Duration: 36 months
ESA with its industrial partners is currently developing a navigation infrastructure within the Moonlight initiative. A Lunar Communications and Navigation System (LCNS) constellation is envisaged and the technical details are becoming concrete. In parallel, similar activities are being conducted by NASA and JAXA and an interoperable combination of these systems is ensured by LunaNet. The combination of this system of navigation systems and highly sensitive GNSS receivers that are being developed such as LuGRE and NC3m, will allow for autonomous operations on and around the Lunar surface.
Within the Artemis programme, human operations on and around the Moon are planned, which mandates a certain level of safety requirements. Astronauts should be confident that their navigation equipment provides them with a position that is not containing faults or will otherwise alert them when the position uncertainty grows. Similarly, the navigation error supplied to orbiters, rovers and autonomous vehicles should be bound so as to avoid erroneous GNC actuation, loss of equipment or worse.
To this end, a study is proposed that evaluates the potential integrity performance of currently synthesized navigation architectures. The study shall focus both on system level as well as user level integrity, analogous to safety-of-life applications such as aviation. At the system level, the implications of surface beacons, multi-constellation and the lunar environment are considered, whereas algorithms such as ARAIM can be implemented at user level. Simulation tools and models currently developed by ESA and contractors for Lunar navigation analysis can be leveraged and extended for the analysis of such integrity layers. These tools can be used to determine both signal-in-space and sensor-fusion error budgets and performance. Based on these simulations, integrity metrics and architectures can be evaluated consolidating the navigation performance requirements of safety critical operations.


■ Exercise ■
Your answer should consist of each line from the data below that contains "energy".

[Data extracted from a collection]
-- Opening Marker --

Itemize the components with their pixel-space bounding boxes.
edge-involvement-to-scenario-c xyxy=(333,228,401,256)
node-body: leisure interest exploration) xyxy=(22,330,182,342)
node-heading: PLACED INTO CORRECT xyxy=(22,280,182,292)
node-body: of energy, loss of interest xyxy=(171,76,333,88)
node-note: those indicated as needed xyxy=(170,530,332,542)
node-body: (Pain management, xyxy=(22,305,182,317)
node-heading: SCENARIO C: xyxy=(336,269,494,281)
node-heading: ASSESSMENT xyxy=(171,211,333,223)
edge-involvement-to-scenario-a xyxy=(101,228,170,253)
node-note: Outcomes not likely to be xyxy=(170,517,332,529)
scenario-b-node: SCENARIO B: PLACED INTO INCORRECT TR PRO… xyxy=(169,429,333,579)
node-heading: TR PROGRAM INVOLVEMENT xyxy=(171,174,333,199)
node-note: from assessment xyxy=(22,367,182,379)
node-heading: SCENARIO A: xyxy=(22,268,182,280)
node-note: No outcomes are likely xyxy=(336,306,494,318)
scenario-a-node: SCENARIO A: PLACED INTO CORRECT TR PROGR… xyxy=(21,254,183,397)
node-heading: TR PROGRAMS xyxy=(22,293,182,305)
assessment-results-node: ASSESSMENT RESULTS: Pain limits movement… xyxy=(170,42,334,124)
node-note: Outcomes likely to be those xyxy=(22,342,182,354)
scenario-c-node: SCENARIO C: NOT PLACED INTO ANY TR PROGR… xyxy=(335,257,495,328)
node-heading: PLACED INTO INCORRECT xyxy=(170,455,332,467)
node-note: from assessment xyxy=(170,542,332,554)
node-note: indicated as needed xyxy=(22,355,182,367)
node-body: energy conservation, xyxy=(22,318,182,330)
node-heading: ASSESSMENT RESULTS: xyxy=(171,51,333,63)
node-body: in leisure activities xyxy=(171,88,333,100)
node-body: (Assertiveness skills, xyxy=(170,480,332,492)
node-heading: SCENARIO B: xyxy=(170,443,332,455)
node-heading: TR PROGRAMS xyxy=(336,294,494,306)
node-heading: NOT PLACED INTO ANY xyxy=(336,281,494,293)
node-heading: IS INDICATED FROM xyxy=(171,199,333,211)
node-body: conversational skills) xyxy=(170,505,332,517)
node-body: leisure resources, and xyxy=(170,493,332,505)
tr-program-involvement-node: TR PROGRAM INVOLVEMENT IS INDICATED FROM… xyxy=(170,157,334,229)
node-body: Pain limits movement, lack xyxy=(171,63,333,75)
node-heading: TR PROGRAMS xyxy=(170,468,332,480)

-- Closing Marker --
-- Opening Marker --

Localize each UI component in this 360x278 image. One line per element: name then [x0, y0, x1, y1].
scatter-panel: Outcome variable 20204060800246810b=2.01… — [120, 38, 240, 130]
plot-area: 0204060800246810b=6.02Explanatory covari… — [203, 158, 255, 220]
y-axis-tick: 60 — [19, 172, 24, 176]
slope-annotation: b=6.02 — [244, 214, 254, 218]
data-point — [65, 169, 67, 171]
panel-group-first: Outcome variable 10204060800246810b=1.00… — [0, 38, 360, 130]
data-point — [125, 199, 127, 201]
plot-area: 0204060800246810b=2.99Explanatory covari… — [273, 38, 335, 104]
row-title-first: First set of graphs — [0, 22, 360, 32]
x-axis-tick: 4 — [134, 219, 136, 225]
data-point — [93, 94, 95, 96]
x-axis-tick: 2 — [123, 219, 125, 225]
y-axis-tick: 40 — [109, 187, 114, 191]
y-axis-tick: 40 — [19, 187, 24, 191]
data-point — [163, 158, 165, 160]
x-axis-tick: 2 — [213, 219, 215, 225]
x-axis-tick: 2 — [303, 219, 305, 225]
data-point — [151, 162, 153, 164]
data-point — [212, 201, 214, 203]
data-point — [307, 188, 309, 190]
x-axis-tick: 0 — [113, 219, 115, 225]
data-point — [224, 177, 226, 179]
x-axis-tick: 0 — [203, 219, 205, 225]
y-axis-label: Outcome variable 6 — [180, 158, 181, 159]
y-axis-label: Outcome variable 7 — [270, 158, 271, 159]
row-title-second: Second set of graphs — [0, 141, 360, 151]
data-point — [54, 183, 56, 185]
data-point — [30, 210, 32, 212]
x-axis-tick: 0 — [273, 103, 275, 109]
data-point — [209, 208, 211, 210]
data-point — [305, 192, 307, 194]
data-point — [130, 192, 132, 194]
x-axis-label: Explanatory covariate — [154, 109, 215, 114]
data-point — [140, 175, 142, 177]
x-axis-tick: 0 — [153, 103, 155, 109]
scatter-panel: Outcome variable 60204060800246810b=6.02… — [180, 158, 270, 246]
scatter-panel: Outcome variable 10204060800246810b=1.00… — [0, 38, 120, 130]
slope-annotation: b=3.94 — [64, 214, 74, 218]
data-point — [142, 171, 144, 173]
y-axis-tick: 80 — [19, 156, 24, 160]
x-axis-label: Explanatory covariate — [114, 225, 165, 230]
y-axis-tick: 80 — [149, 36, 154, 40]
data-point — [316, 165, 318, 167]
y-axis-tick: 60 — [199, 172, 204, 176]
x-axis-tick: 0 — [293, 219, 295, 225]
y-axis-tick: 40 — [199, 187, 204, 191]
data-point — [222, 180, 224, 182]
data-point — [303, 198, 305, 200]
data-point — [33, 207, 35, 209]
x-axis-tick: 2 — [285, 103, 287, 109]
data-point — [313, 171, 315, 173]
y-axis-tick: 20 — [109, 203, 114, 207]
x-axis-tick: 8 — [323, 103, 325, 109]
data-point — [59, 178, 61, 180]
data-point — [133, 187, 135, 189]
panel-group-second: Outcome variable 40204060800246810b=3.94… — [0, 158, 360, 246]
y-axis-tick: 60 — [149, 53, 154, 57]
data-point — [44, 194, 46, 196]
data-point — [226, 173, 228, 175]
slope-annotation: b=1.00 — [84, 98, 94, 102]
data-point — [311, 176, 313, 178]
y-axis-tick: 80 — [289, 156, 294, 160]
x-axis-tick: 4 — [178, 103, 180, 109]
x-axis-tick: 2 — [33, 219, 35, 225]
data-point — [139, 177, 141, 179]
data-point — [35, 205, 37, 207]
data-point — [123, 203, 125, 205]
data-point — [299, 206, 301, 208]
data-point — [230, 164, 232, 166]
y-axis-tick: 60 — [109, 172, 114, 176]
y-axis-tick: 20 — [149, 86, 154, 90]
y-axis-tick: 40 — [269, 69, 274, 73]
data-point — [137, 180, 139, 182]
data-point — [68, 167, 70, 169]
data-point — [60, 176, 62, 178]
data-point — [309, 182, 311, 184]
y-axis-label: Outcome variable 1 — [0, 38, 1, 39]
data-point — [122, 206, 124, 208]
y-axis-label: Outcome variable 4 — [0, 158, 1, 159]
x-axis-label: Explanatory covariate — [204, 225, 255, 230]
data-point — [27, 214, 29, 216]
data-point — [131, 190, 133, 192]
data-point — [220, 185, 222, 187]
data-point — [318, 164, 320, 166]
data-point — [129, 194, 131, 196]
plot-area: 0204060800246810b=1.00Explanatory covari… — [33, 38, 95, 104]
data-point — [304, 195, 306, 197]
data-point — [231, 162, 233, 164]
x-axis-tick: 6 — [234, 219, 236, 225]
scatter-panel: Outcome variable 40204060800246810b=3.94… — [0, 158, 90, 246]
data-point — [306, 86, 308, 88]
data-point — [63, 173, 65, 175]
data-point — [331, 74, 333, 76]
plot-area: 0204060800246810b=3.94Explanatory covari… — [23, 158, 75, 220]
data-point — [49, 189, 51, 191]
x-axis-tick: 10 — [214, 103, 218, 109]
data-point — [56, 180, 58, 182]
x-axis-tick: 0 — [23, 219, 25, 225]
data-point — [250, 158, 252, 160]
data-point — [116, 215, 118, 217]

-- Closing Marker --

■ Answer for the task ■
node-body: of energy, loss of interest xyxy=(171,76,333,88)
node-body: energy conservation, xyxy=(22,318,182,330)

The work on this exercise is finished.